Acts 16:9–15
This Acts story is confusing! Paul gets a vision of a man from Macedonia pleading with him. So he and the rest of his team get on a boat and head right on over to a major city in Macedonia. After a few days there (recovering from the trip? Trying to find the man from the vision?), they leave the city and head to the river, where they meet a group of women. And here they meet Lydia, a wealthy textile merchant and head of her household, who invites them to her house and is baptized.
So, to recap: Paul sees a vision of a man, but he finds women. Then, he and his crew are welcomed in by a woman living in the social role of a man (the pater familias, head of household). And the story seems to take these gender and power reversals without batting an eye. A few verses later (stay tuned for next week’s lectionary!) Paul heals another woman, an enslaved woman, and gets incarcerated for it. Maybe the writer is unconcerned about the man from the initial vision. Maybe Macedonian men are really in need of God’s grace, so bad that they don’t even know it and won’t listen to Paul. Maybe the Holy Spirit is telling us that God’s good news for oppressors (men, people who enslave and oppress others) is rooted first in God’s good news for the oppressed.
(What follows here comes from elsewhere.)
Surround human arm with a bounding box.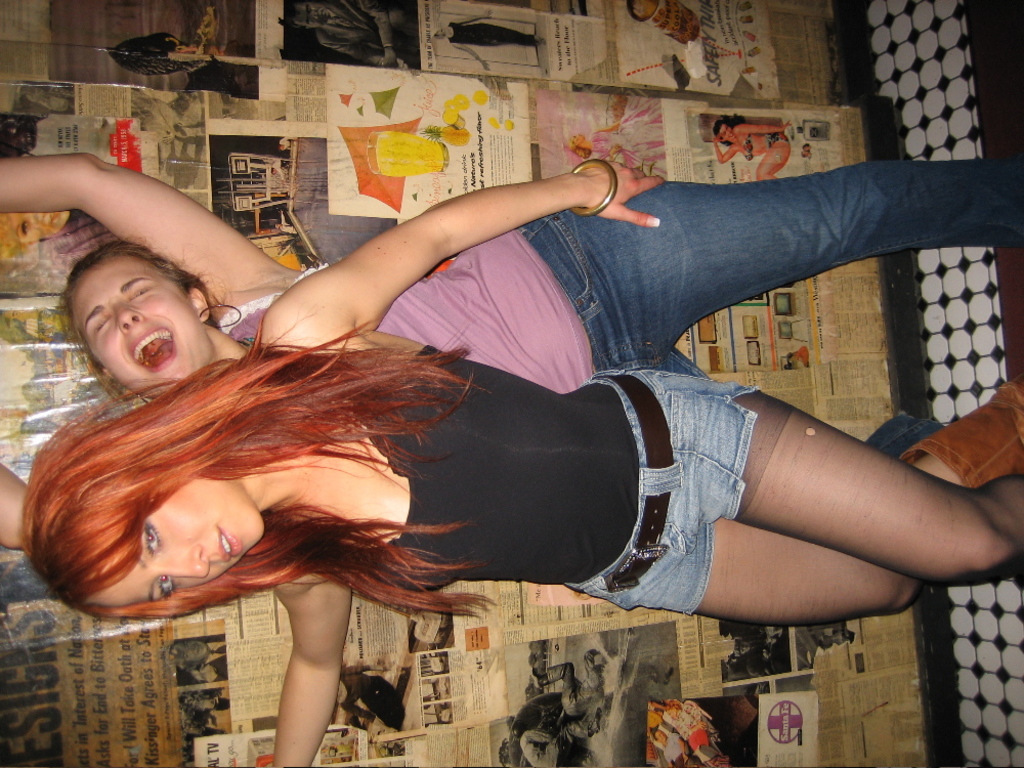
272/168/631/313.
As Angela Davis said recently,
“I don’t think we would be where we are today—encouraging ever larger numbers of people to think within an abolitionist frame—had not the trans community taught us that it is possible to effectively challenge that which is considered the very foundation of our sense of normalcy. So if it is possible to challenge the gender binary, then we can certainly, effectively, resist prisons, and jails, and police.” [https://libcom.org/article/dr-angela-davis-role-trans-and-non-binary-communities-fight-feminist-abolition-she]
May our vision of God’s good news lead us to trouble the binaries of power and control. May it lead us to listen to how God is speaking to and through the oppressed. And may we recognize how the good news of liberation is good news for all of us.
Rev. Jay Bergen is a pastor at Germantown Mennonite Church in Philadelphia, and a volunteer organizer with the Coalition to Abolish Death By Incarceration (CADBI), a campaign fighting to end life sentences and heal communities across Pennsylvania.